GREEN BERDACHE is an example of a character that I didn't fully envision in advance and didn't grasp until I was in front of the camera. Further, until I saw the pictures myself, I didn't completely comprehend what I was expressing. All I had to start with was a strong idea for a few elements that I knew I wanted to bring together.
Chief among those elements was the mohawk haircut -- peak point of my week of shaving my head back -- and the desire to use it in a context that had the look of an aboriginal society. Second was my urge to pose in a big skirt. I had imagined a big brocade skirt of many panels that I'd make out of heavy drape material. The effect I was after wasn't exactly feminine: I liked the idea of my bare torso rising out of big, dense swathes of fabric that might drag on the ground in a big train. I thought of the magisterial effect of the big skirts that the heroes and demons wear in in Katha Kali. Being short on the time it would take to build such an ambitious costume, I devised an alternative that I could fashion in a few hours: the skirt is constructed out of several colors of textured window display paper that I had acquired for a project some 15 years earlier.
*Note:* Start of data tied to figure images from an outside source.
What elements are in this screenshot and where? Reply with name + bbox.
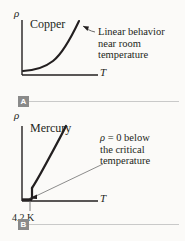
panel-b-annotation: ρ = 0 below the critical temperature <box>100 132 150 167</box>
panel-b-mercury-curve <box>32 126 66 188</box>
panel-a-tag: A <box>0 96 185 107</box>
panel-b-tag: B <box>0 219 185 230</box>
panel-a-copper: ρ T Copper Linear behavior near room tem… <box>0 0 185 100</box>
panel-a-material-label: Copper <box>30 18 65 30</box>
panel-b-y-axis-label: ρ <box>14 110 19 121</box>
panel-b-leader-line <box>36 164 103 196</box>
panel-a-annotation: Linear behavior near room temperature <box>98 26 165 61</box>
panel-b-material-label: Mercury <box>30 122 71 134</box>
panel-b-annotation-text: = 0 below the critical temperature <box>100 132 150 166</box>
panel-a-badge: A <box>18 96 29 107</box>
panel-b-badge: B <box>18 219 29 230</box>
panel-a-arrowhead <box>83 26 89 31</box>
panel-b-rule <box>29 224 179 225</box>
panel-b-x-axis-label: T <box>100 193 106 204</box>
panel-a-y-axis-label: ρ <box>14 8 19 19</box>
resistivity-figure: ρ T Copper Linear behavior near room tem… <box>0 0 185 241</box>
panel-a-rule <box>29 101 179 102</box>
panel-a-x-axis-label: T <box>100 67 106 78</box>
Finally, I wanted to create a make-up design that would go with the partial baldness and draw on some of my Internet browsing at tattoo and body-mod sites, as well as inspirations including Maori chin tattoos and photos I'd seen of fashion models with a single color of makeup halfway down their faces. I knew I wanted swirly patterns on the body.
Making up was slow and focussed; I started the process late in the evening, somewhat fatigued from a busy day. These factors put me into a kind of altered state of consciousness, and it was very early morning before I got in front of the camera. I felt a kind of contemplative calm and comfort in this guise that I allowed to rule my poses.
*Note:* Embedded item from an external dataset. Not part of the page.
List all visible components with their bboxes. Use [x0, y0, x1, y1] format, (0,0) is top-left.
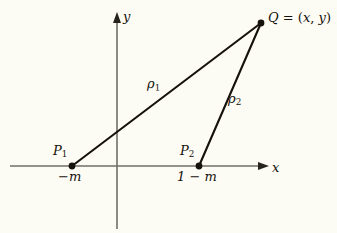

I didn't name the character "Green Berdache" until I looked at the photos and wanted to identify the combination of masculine and feminine expression that I saw in the images. The berdache is a figure common in many Native American societies. Generally they are male-born people who have assumed some dimensions of a female role in their society. Rather than being reviled for this destiny, as they would be in most postindustrial Western societies, berdaches are accorded honor and sometimes looked upon as spiritually gifted, or as mystical bridges between the worlds of male and female. Similar phenomena are documented in many societies beyond the American continents. Recently queer people, particularly transgendered people, have been taking inspiration from these individuals and the status they have in their communities. The berdache illuminates an understanding of gender that transcends sex roles sharply dichotomized and strictly assigned by anatomy. (It bears saying that the term "berdache" is a European one with a derogatory origin. Native American tribal languages have their own names for these people; a common one translates as "two spirit.")
This character is not intended to express the history or anthropology of the berdache or to resemble any society's version of the berdache. He is a manifestation of my own androgyny, of my conviction that my natural gender expression falls between the extremes of masculine and feminine, and of a spiritual peace and affirmation that I assert in that expression.
I don't claim it for myself, but I'm inspired by the fire and fierceness of that famous drag-queen retort to the would-be basher: "I'm more woman than you'll ever have and more man than you'll ever be."